Recognize that nearly everybody is a “dumb bozo”. Most people do not want to manage a home network.
There are a lot of technically-proficient people who refuse to do this anymore. I guess it is a non-zero amount of work, but it really, really isn't that much. The direction we're headed in is pretty obvious: some day, sooner rather than later, the era of customers being able to use their own cable modems for DOCSIS internet will slowly end, as the people who bother become more and more in the minority.
Nowadays they have to provide PPPoE and voip credentials, and cable providers need to provide a service where you give them the Mac of your own modem and then it gets tied to your contract.
https://lafibre.info/routeurs/ (see "remplacer XXX par un routeur")
It's somewhat easy if you know network stuff (DNS, DHCP options, CIDR, routing, prefix delegation, etc...); if you somewhat know about those and can navigate some docs the hardest part is figuring out what the ISP expects in terms of magic bits so that it decides to:
a) hand you out v4 address (DHCP) / v6 prefix (RS)
b) allow routing (notably for v6 prefix, sometimes /64 may work OOTB but getting the /48 or /52 you're supposed to have doesn't route without proper RS DHCPv6 options)
c) unlock throttling (some throttle packets unless magic bits are sent in a specific way)
Well; that, and having the proper hardware (e.g obtaining an off-the-shelf 10-GPON SPF module compatible with what your ISP provides might range from very pricey to unobtainium). I'm lucky because my ISP chose a split ONT/router strategy and I just have to plug my own router in the GPON ONT over Ethernet.
† an ISP-provided router is just called a "box" - from "set-top box" - commercial names being "box" concatenated with the ISP initial or name: Bbox, freebox, livebox, neufbox/box SFR
P.S. thanks, now I know why Iliad (Free in Italy is called Iliad) names their router "Iliadbox" :) that naming is not common in Italy
[1] https://www.dday.it/redazione/51863/modem-libero-e-ftth-tutt...
They have a "nerdmode" switch on their website.
> Fair Use Policy The Internet subscriptions for private customers are intended for normal personal use. Init7 reserves the right to temporarily or permanently restrict or discontinue the provision of services for connections whose data volume exceeds 0.5 petabyte (500 terabytes) in a period of 4 weeks, or to take another suitable measure.
So that would be full blast for over 40 hours...
ISPs here are required by law to state the technological standards they use, and consumers can request the required authentication data (for DSL PPPoE) or, in the case of hardware-based authentication with MAC addresses (for DOCSIS), submit these to the provider.

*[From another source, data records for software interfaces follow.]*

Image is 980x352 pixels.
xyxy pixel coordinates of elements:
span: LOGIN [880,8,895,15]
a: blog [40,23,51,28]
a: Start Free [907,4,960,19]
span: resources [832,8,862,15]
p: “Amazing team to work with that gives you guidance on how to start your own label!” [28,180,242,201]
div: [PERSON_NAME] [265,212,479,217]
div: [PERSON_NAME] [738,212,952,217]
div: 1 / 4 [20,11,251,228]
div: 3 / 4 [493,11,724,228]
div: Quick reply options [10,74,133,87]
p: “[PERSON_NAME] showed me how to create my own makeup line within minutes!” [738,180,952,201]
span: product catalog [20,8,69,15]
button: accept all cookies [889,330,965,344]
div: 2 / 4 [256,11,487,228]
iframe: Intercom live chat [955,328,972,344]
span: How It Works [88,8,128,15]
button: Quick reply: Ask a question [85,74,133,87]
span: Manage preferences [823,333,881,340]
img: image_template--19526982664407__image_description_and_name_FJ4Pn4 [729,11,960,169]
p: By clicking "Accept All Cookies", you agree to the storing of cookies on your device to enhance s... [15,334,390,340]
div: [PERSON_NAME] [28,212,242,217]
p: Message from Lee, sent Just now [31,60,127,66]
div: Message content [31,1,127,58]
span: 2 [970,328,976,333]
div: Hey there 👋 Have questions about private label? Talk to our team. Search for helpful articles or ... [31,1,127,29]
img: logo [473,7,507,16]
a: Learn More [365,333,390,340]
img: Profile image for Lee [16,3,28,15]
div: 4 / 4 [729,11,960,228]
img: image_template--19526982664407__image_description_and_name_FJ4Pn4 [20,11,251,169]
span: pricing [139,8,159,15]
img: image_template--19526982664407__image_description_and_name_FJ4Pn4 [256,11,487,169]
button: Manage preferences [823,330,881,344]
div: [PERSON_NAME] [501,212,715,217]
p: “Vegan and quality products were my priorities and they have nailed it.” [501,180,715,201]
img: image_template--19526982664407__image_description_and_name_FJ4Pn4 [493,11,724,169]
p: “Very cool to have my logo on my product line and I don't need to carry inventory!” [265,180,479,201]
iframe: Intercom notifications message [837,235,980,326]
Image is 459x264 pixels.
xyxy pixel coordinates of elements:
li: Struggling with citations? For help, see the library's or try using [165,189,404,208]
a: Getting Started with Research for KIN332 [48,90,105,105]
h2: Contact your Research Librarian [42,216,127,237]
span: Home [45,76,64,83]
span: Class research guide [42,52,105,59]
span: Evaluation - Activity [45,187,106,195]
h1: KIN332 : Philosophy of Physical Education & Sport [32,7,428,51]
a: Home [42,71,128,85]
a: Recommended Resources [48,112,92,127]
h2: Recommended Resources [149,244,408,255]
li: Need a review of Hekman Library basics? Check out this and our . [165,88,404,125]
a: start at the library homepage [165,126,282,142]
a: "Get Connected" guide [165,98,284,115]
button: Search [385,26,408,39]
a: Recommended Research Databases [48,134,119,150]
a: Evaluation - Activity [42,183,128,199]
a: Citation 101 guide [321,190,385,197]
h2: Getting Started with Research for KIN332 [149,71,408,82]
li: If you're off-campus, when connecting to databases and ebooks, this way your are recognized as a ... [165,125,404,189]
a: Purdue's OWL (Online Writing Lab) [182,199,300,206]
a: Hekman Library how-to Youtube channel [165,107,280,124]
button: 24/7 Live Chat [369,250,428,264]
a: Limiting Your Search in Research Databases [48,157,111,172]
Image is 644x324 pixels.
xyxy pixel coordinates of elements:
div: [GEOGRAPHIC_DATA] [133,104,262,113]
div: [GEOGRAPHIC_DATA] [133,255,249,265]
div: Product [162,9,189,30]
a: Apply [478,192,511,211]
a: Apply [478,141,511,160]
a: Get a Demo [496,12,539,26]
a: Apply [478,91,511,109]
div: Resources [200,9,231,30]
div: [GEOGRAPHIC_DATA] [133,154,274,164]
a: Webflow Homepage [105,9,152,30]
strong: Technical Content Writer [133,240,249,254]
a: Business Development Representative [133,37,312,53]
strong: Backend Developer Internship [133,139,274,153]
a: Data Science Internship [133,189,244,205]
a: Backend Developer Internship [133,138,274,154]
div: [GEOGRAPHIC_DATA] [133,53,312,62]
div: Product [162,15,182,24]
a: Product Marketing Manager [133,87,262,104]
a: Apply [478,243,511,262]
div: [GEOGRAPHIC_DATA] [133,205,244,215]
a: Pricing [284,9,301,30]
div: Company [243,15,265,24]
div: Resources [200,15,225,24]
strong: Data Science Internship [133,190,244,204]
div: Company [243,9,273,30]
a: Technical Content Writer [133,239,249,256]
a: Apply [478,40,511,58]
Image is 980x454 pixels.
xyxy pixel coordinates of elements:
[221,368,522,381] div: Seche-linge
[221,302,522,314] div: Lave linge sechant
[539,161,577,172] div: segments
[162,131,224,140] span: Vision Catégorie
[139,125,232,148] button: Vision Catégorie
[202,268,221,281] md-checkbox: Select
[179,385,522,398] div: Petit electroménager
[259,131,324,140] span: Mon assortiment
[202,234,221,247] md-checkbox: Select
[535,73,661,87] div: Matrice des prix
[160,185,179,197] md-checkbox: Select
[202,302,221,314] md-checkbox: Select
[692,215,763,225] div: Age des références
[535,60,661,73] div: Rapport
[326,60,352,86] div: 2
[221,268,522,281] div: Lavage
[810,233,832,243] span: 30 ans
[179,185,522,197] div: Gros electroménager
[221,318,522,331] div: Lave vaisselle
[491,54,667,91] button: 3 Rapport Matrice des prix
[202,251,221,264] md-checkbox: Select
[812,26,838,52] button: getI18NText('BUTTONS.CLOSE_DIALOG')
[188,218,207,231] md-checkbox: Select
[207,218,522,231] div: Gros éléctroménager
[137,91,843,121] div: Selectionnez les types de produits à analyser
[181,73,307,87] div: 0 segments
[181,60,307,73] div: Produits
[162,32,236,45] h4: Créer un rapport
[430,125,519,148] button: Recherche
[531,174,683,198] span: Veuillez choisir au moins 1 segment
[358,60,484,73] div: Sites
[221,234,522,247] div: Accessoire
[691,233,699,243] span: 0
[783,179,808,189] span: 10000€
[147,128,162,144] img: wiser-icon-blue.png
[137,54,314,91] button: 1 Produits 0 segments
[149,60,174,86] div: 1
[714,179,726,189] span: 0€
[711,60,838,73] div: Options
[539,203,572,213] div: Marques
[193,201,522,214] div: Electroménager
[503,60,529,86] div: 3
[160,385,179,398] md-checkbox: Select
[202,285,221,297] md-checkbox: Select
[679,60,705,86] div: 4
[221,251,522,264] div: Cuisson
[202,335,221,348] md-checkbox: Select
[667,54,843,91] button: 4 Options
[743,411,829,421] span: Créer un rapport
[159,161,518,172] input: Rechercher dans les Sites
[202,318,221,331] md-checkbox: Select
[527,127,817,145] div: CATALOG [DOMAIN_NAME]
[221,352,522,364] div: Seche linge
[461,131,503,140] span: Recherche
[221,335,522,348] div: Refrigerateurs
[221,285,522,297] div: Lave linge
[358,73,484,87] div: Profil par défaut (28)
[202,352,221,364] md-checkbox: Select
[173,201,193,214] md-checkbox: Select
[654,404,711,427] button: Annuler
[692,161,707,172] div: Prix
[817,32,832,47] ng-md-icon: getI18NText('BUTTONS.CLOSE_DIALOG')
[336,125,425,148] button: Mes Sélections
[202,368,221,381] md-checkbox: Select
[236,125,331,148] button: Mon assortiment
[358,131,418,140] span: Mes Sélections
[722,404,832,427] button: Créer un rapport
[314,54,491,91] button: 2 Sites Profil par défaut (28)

In practice most will rent from their ISP, but the competition is so strong that cheap crap routers are rare, usually ISPs make a point in advertising customers will get an AVM FritzBox - the ultimate market leader for good reasons.
[1] https://www.bmwk.de/Redaktion/DE/Artikel/Digitale-Welt/freie...
[2] https://www.teltarif.de/bnetza-glasfaser-routerfreiheit-netz...
The FAQ says "your NOW Internet Gateway comes with a 90-day warranty" so perhaps they'd care somewhat about mods within the first 90 days.
The number of wifi networks that're running around us has gotten so crazy that it's no wonder we all need wifi-6 to even get reasonable speeds. I'm the kind of person who goes around and disables wifi absolutely everywhere possible, so this is good to know, but what'd be even better is if devices stopped running wifi networks behind our backs. Sigh.
Instead large houses need signals that go through roofs, floors and walls. But they probably also have a lot of family members inside, each one with their one, two or three wifi devices that interfere with the rest of the family. Maybe one repeater per room and 5 or 6 GHz would be good there too. 3 different video streams to people of the same couch could still be challenging.
I guess that's because people here tend to use 5G mobile networks and not so much WiFi, maybe not at all, so there's little contention. (Perhaps this makes it obvious, but not in the USA.)
Check out the table on wikipedia: https://en.wikipedia.org/wiki/Template:Wi-Fi_generations
Perhaps I'm just naive, but this struck me as the buried lede:
> ...but even in bridge mode, the gateway broadcasts several hidden SSIDs with no option to disable the radios.
On a yearly basis if you lower consumption by one watt it saves you 8.5kWh My network and internet access needs between 1-15W, I save about 80kWh compared to this setup. Even with one watt less it actually makes sense if you care about many installs.
My rate goes to infinity at the darker times of the year.
Not to discredit the author for sharing the insight, but the hard sell of saving 2W consumption simply isn't a prime mover here. If anything, mitigation of implicit side channel RF interference when the hack is paired with a OpenWrt router (as the author apparently intended) makes a lot more compelling sense...but now we're talking about bootstrapping an additional appliance into the setup, rendering contextual discussion of power savings objectively moot.